The players were entering the green room just as I was pulling the tarp off the wild turkey mount. The players had never seen a turkey, except on a dinner plate. They all freaked out trying to stay away from the bird that they didn’t know was stuffed and mounted. They acted like they were being attacked by the creature form the movie “Alien.”
Collins couldn’t control his laughter. He helped me calm his young men down and explain what turkeys were all about.
I’ve mentioned I live in the Western suburbs and have written about the large numbers of animals I see in my area. Eight years ago, I volunteered to work as a marshal for a 5K race to benefit the Northern Illinois Food Bank. The race was held at Cantigny in Wheaton.
I wasn’t on the course long when I first noticed a pair of wild turkeys on the runners’ path walking toward me. I was astounded. I’d never seen wild turkeys up close and personal before. They were strutting around very brazenly like they knew they were safe and had nothing to fear.
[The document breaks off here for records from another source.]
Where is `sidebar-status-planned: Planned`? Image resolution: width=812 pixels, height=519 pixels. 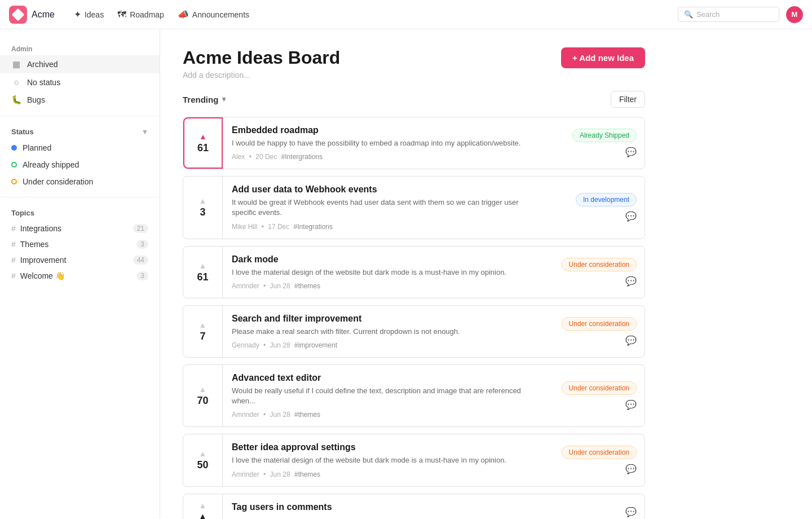 sidebar-status-planned: Planned is located at coordinates (80, 148).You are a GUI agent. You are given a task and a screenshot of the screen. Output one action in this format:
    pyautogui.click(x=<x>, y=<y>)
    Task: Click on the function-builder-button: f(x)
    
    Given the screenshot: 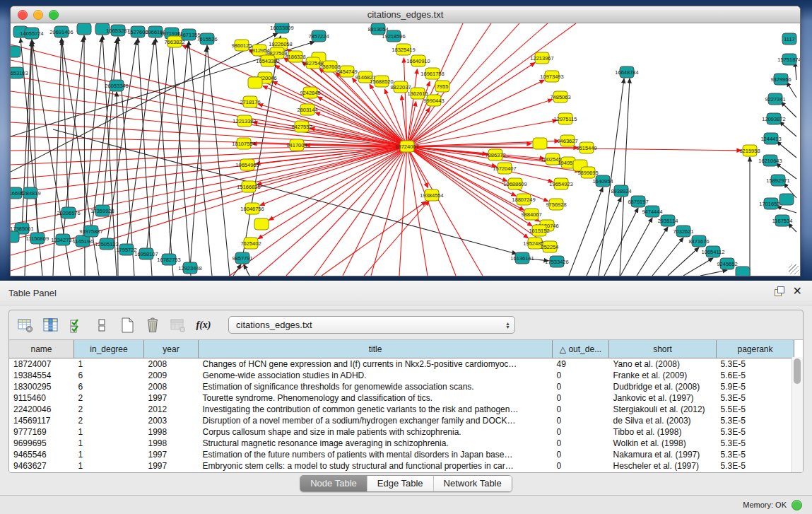 What is the action you would take?
    pyautogui.click(x=204, y=325)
I asked a couple of the marshals on the course what the deal was with the turkeys, and I was told that a large herd of turkeys lived at Cantigny and they had been exposed to the public so often that the birds behaved as if they were domesticated. You couldn’t get close enough to touch them, but they certainly weren’t afraid of humans.
Soon after, I was driving on a residential street in the Adare Farms neighborhood a block off busy Roosevelt Road. Traffic was stopped on the side street I was on in both directions. The cars were stopped because the street was congested with wild turkeys. I counted eight birds blocking traffic. They were strutting and gobbling and had no mind for traffic and the horns that were being honked at them. The birds seemed to enjoy walking up to the cars and pecking at the vehicles with their sharp beaks.